A few years later his fossil collectors had sent Marsh a second skeleton he believed to belong to a completely new dinosaur, which he named Brontosaurus, according to Lamanna.

However, this new dinosaur was actually a more complete Apatosaurus. And in Marsh’s rush to outdo Cope, he carelessly mistook the dinosaur for something new, Lamanna added.

The dinosaur mistake was eventually spotted by scientists in 1903, but for some reason, the Brontosaurus named lived on in popular culture and children’s imaginations everywhere. It was not until another 67 years, in 1970, when two Carnegie researchers took a second look at the controversy and determined, once and for all, the Brontosaurus was a fictional-only dinosaur.

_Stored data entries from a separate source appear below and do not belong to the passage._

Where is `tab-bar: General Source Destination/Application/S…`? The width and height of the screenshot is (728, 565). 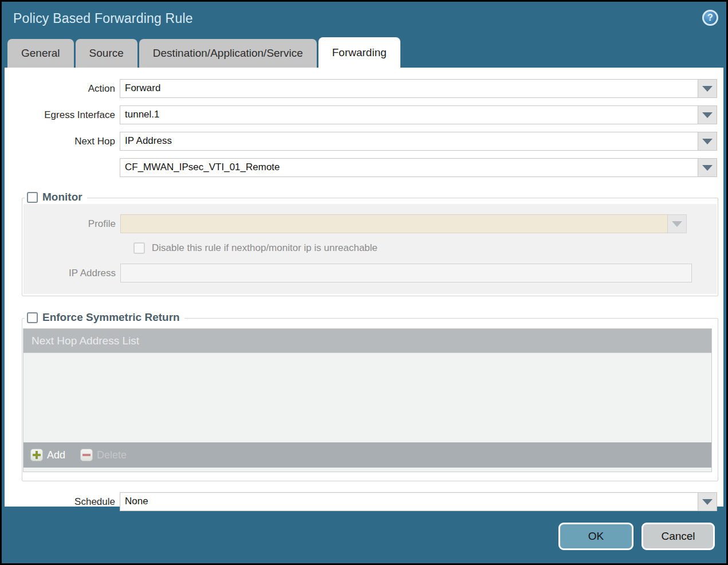
tab-bar: General Source Destination/Application/S… is located at coordinates (364, 52).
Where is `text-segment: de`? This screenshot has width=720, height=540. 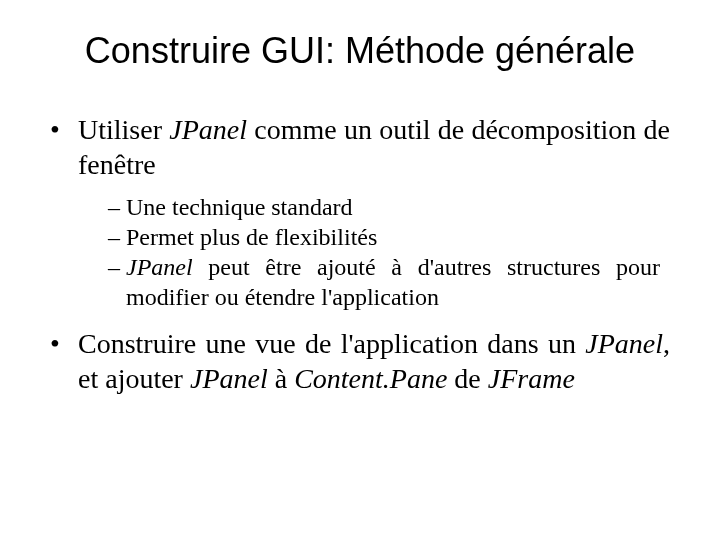
text-segment: de is located at coordinates (467, 378).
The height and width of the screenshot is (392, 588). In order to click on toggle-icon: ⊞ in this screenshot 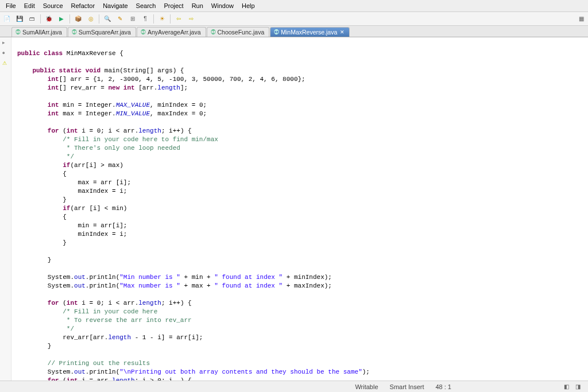, I will do `click(133, 19)`.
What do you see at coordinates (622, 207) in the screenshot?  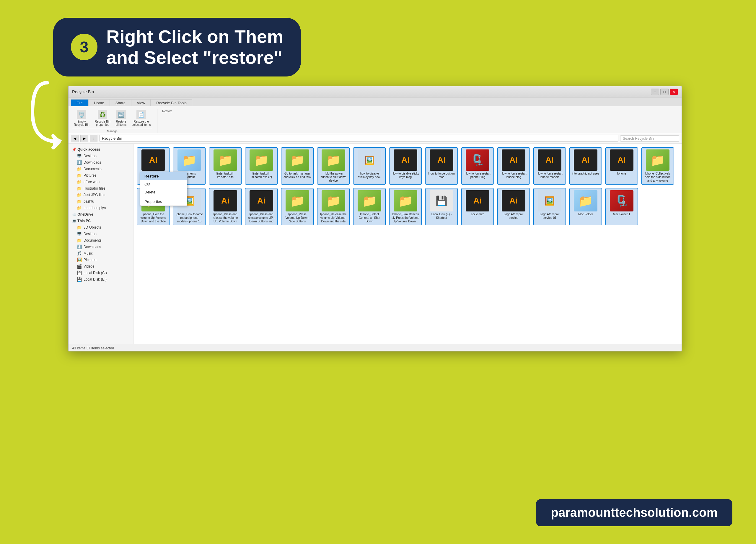 I see `file-item: 🗜️ Mac Folder 1` at bounding box center [622, 207].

This conclusion was met due to a dinosaur skull discovered in Utah in 1910 that was correctly attributed to the Apatosaurus rather than Marsh’s defunct Brontosaurus.

“Brontosaurus means ‘thunder lizard,’” he said. “It’s a big, evocative name, whereas Apatosaurus means ‘deceptive lizard.’ It’s quite a bit more boring.”

Sources: RedOrbitNPR

Image Sources: 1, 2

What is an IP Address?

In one way or another, we’re all vaguely familiar with the term IP address. Hardly any of us, however, are actually familiar with how it works. In essence, an IP address is nothing more than a series of numbers that allows a digital device to communicate with the internet. Each individual IP address allows each of the billions of digital devices across the globe to be located and differentiated from one another. In this sense, an IP address is comparable to a standard mailing address.  “IP” stands for Internet Protocol, which is just a set of rules that govern and legitimize Internet activity and allow for the completion of various tasks on the Internet. While that sounds vague, an IP address is one part of a precise grid that facilitates online communication by locating and connecting devices and locations. 

The address itself consists of four sets of numbers separated by single dots, each of which may contain one to three digits. Each of the series of numbers can range from 0 to 255. For example, an IP address could look like 82.243.1.119. There are two types of IP addresses: 

  • Static: A static IP address will never change, they serve as a permanent address. They are based on location, so the numbers represent such information as the city, country, continent etc. that the computer is in - and the Internet Service Provider (ISP) that serves that computer. Generally preferable for online gaming and other communication and location-heavy acts. However, they are generally considered to be less secure because they can be tracked for data-mining purposes. 
  • Dynamic: These IP addresses are, unsurprisingly - ‘un-static,’ or changing. These are temporary, and one is assigned each and every time a computer accesses the internet. Essentially, these addresses are borrowed from a set of shared addresses. Only a limited number of static IP addresses can be assigned, so many ISPs share addresses among their customers in this way.

Image Sources: 1, 2 

Carl Sagan - ‘A Glorious Dawn’ ft. Stephen Hawking

The finest example of the internet’s ‘autotune song’ fad. 

Check out Quantumaniac on Twitter! 

I apologize for the shameless plug, but please follow me on Twitter if you aren’t already. Obviously there are billions and billions of reasons to follow this account  but besides links to the main posts, here are a few of the totally stellar things you’ll find on Twitter: 

  • Jokes - seriously, some of my space jokes are out of this world. 
  • Quotes - Much like the Large Hadron Collider, these are always a smashing success. 
  • Random Bits of Insight - You’ll totally get to see me in my element. 

If this (somehow) didn’t convince you, please check it out anyway! I promise you (probably) won’t regret it.